By adding an additional fifth of the economy to federal spending, has anyone added an additional fifth of goods and services to the economy? No, on the contrary, government restrictions and restrictions in some places remained in place long after the epidemic subsided. As more money circulated, inflation exploded. Since Biden took office, prices have risen 17.9%. This creates the first big problem, as wages rose by only 12.7%, so working families suffer an average of 4.5%. They need more than $11,000 more each year to maintain the lives they were living before Bidennomics and they are not achieving it. Thus, 62% of adults say they live paycheck to paycheck. Credit card payments are being delayed at the highest rate in a decade. With food now consuming the highest share of the household budget in thirty years, 59% of Americans feel “angry, anxious, or given up” when shopping for groceries.
But Biden's economics isn't just about the end of a $1 slice of pizza in New York City, or the shrinking of the dollar menu at McDonald's, or the loss of a dozen eggs for a dollar and a half. Much more damage is done. With the Fed trying to beat inflation out of the economy added by Bidenomics, higher interest rates are hitting everything. Homebuyers are paying about $1,300 more for their monthly mortgage than they did when Biden took office. 2 in 3 say high housing prices put homeownership out of reach. Commercial real estate is caught between rising interest rates and falling property valuations as workers continue to work from home. Continued high interest rates threaten recession. No wonder only 14% of voters say Biden's economic policies helped them.
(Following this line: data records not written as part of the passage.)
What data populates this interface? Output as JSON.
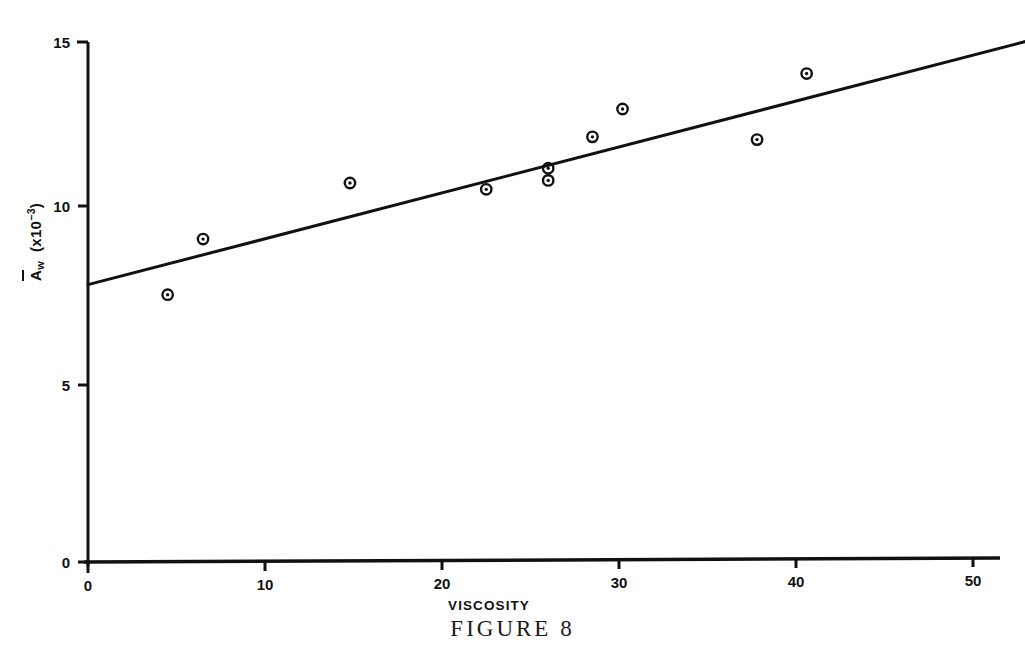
{
  "caption": "FIGURE 8",
  "chart_data": {
    "type": "scatter",
    "title": "",
    "subtitle": "",
    "xlabel": "VISCOSITY",
    "ylabel": "Aw (x10-3)",
    "ylabel_parts": {
      "symbol": "A",
      "subscript": "w",
      "units_open": "(x10",
      "exponent": "-3",
      "units_close": ")"
    },
    "xlim": [
      0,
      53
    ],
    "ylim": [
      0,
      15
    ],
    "xticks": [
      0,
      10,
      20,
      30,
      40,
      50
    ],
    "xtick_labels": [
      "0",
      "10",
      "20",
      "30",
      "40",
      "50"
    ],
    "yticks": [
      0,
      5,
      10,
      15
    ],
    "ytick_labels": [
      "0",
      "5",
      "10",
      "15"
    ],
    "grid": false,
    "legend": null,
    "marker": "circle-with-dot",
    "points": [
      {
        "x": 4.5,
        "y": 7.7
      },
      {
        "x": 6.5,
        "y": 9.3
      },
      {
        "x": 14.8,
        "y": 10.9
      },
      {
        "x": 22.5,
        "y": 10.7
      },
      {
        "x": 26.0,
        "y": 11.3
      },
      {
        "x": 26.0,
        "y": 10.95
      },
      {
        "x": 28.5,
        "y": 12.2
      },
      {
        "x": 30.2,
        "y": 13.0
      },
      {
        "x": 37.8,
        "y": 12.1
      },
      {
        "x": 40.6,
        "y": 14.0
      }
    ],
    "fit_line": {
      "type": "line",
      "x": [
        0,
        53
      ],
      "y": [
        8.0,
        14.9
      ]
    }
  },
  "axes": {
    "x_axis_name": "x-axis",
    "y_axis_name": "y-axis"
  }
}
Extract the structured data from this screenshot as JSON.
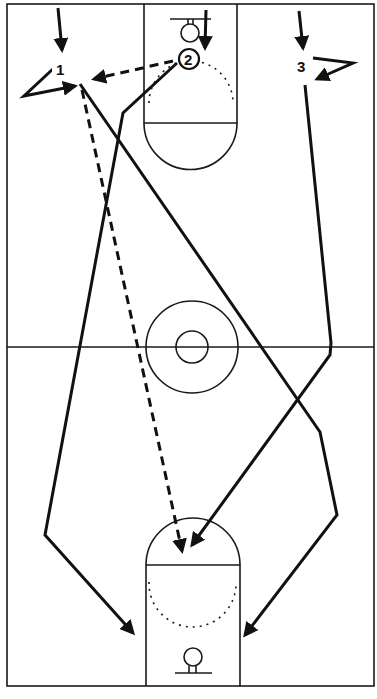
{
  "diagram": {
    "court": {
      "line_color": "#1a1a1a",
      "background": "#ffffff"
    },
    "players": [
      {
        "label": "1",
        "x": 62,
        "y": 70
      },
      {
        "label": "2",
        "x": 189,
        "y": 60
      },
      {
        "label": "3",
        "x": 303,
        "y": 65
      }
    ],
    "paths": [
      {
        "player": "1",
        "type": "cut",
        "style": "solid"
      },
      {
        "player": "2",
        "type": "cut",
        "style": "solid"
      },
      {
        "player": "3",
        "type": "cut",
        "style": "solid"
      },
      {
        "from": "2",
        "to": "1",
        "type": "pass",
        "style": "dashed"
      },
      {
        "from": "1",
        "type": "pass",
        "style": "dashed"
      }
    ]
  }
}
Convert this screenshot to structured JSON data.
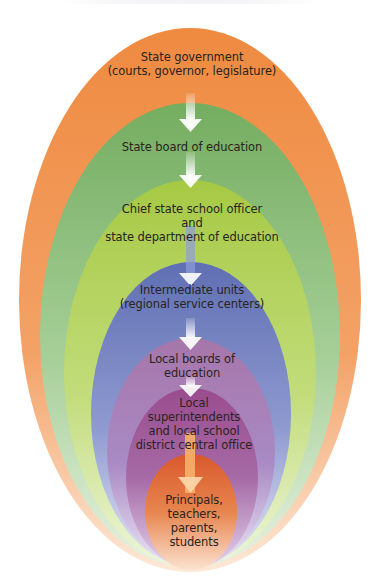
{
  "diagram": {
    "type": "nested-ellipses-hierarchy",
    "direction": "top-down",
    "levels": [
      {
        "id": "state-government",
        "lines": [
          "State government",
          "(courts, governor, legislature)"
        ],
        "color": "#f08a45"
      },
      {
        "id": "state-board",
        "lines": [
          "State board of education"
        ],
        "color": "#7fb26a"
      },
      {
        "id": "chief-state-school-officer",
        "lines": [
          "Chief state school officer",
          "and",
          "state department of education"
        ],
        "color": "#a8c84a"
      },
      {
        "id": "intermediate-units",
        "lines": [
          "Intermediate units",
          "(regional service centers)"
        ],
        "color": "#6a78b8"
      },
      {
        "id": "local-boards",
        "lines": [
          "Local boards of",
          "education"
        ],
        "color": "#a878a8"
      },
      {
        "id": "local-superintendents",
        "lines": [
          "Local",
          "superintendents",
          "and local school",
          "district central office"
        ],
        "color": "#9a5090"
      },
      {
        "id": "principals",
        "lines": [
          "Principals,",
          "teachers,",
          "parents,",
          "students"
        ],
        "color": "#e0683a"
      }
    ],
    "arrows": 6
  },
  "colors": {
    "orange": "#f08a45",
    "green": "#7fb26a",
    "yellow_green": "#a8c84a",
    "blue": "#6a78b8",
    "mauve": "#a878a8",
    "purple": "#9a5090",
    "inner_orange": "#e0683a",
    "text": "#2a2320"
  }
}
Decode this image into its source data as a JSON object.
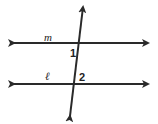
{
  "diagram": {
    "lines": [
      {
        "name": "m",
        "label": "m"
      },
      {
        "name": "l",
        "label": "ℓ"
      }
    ],
    "angles": [
      {
        "label": "1"
      },
      {
        "label": "2"
      }
    ],
    "color": "#2a2a2a"
  }
}
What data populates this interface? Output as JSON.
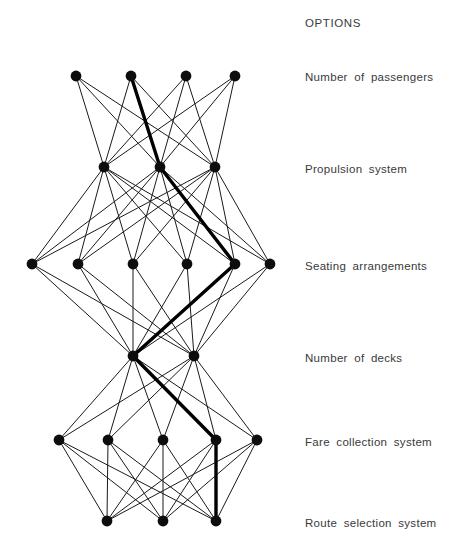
{
  "diagram": {
    "header": "OPTIONS",
    "geometry": {
      "width": 466,
      "height": 554,
      "node_radius": 5.4,
      "label_x": 305
    },
    "colors": {
      "node": "#0d0d0d",
      "edge": "#1a1a1a",
      "highlight": "#000000",
      "text": "#3a3a3a",
      "background": "#ffffff"
    },
    "rows": [
      {
        "id": "row-1",
        "label": "Number of passengers",
        "label_y": 71,
        "node_y": 76,
        "node_count": 4,
        "node_x": [
          76,
          131,
          186,
          235
        ],
        "selected_index": 1
      },
      {
        "id": "row-2",
        "label": "Propulsion  system",
        "label_y": 163,
        "node_y": 167,
        "node_count": 3,
        "node_x": [
          104,
          160,
          215
        ],
        "selected_index": 1
      },
      {
        "id": "row-3",
        "label": "Seating  arrangements",
        "label_y": 260,
        "node_y": 264,
        "node_count": 6,
        "node_x": [
          32,
          78,
          133,
          187,
          235,
          270
        ],
        "selected_index": 4
      },
      {
        "id": "row-4",
        "label": "Number of decks",
        "label_y": 352,
        "node_y": 356,
        "node_count": 2,
        "node_x": [
          133,
          194
        ],
        "selected_index": 0
      },
      {
        "id": "row-5",
        "label": "Fare  collection  system",
        "label_y": 436,
        "node_y": 440,
        "node_count": 5,
        "node_x": [
          59,
          108,
          163,
          216,
          257
        ],
        "selected_index": 3
      },
      {
        "id": "row-6",
        "label": "Route  selection  system",
        "label_y": 517,
        "node_y": 521,
        "node_count": 3,
        "node_x": [
          107,
          163,
          216
        ],
        "selected_index": 2
      }
    ],
    "edge_layers": [
      {
        "from_row": 0,
        "to_row": 1,
        "type": "complete-bipartite",
        "edge_count": 12
      },
      {
        "from_row": 1,
        "to_row": 2,
        "type": "complete-bipartite",
        "edge_count": 18
      },
      {
        "from_row": 2,
        "to_row": 3,
        "type": "complete-bipartite",
        "edge_count": 12
      },
      {
        "from_row": 3,
        "to_row": 4,
        "type": "complete-bipartite",
        "edge_count": 10
      },
      {
        "from_row": 4,
        "to_row": 5,
        "type": "complete-bipartite",
        "edge_count": 15
      }
    ],
    "selected_path": [
      {
        "row": 0,
        "index": 1
      },
      {
        "row": 1,
        "index": 1
      },
      {
        "row": 2,
        "index": 4
      },
      {
        "row": 3,
        "index": 0
      },
      {
        "row": 4,
        "index": 3
      },
      {
        "row": 5,
        "index": 2
      }
    ]
  }
}
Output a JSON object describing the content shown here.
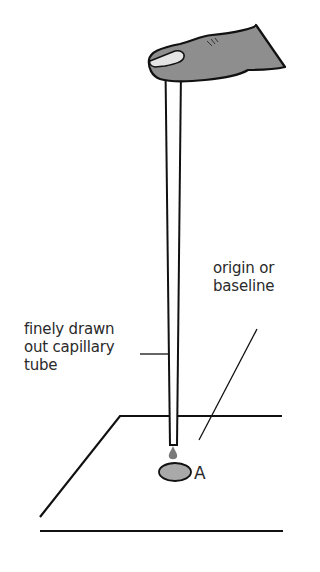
{
  "diagram": {
    "labels": {
      "capillary_tube": [
        "finely drawn",
        "out capillary",
        "tube"
      ],
      "origin": [
        "origin or",
        "baseline"
      ],
      "spot": "A"
    },
    "colors": {
      "stroke": "#111111",
      "finger_fill": "#8e8e8e",
      "nail_fill": "#e4e4e4",
      "spot_fill": "#a9a9a9",
      "drop_fill": "#7a7a7a",
      "text": "#2a2a2a",
      "background": "#ffffff"
    }
  }
}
Strikingly, Biden's economic advisers are praising the gains made by the University of Michigan's consumer confidence survey, claiming that the recent rises prove that “President Biden's economic plan is delivering results.” Except those recent highs under Biden match previous recession lows. Only in the recessions of 1969, 1973, 1980, 1982, and 2008 were U-M consumer readings comparable to Biden's recent “successes.” The only exception was Obama-Biden's first term when the expected strong recovery faded rather than slowed to real GDP growth of just 2.2% during 2010-2012 – the weakest post-war recovery ever.
In his State of the Union address, the president no longer denied the existence of inflation, but insisted that it and we are victims of “corporate greed” and “price gouging.” Viewers can determine whether what Biden says is fact or fiction by checking out those claims on our website named after his economy: “Bidenomics.com.”
And we must remember what Joe Biden promised America in 2020: an experienced leader who would bring the nation together. By insisting that inflation has everything to do with greed and nothing to do with excessive federal spending, he has divided the country and neglected the lessons of our efforts to beat 10%-plus inflation and build four decades of low-inflation prosperity. How can the president claim that “pedium economics is about the future” when he has forgotten America's economic past?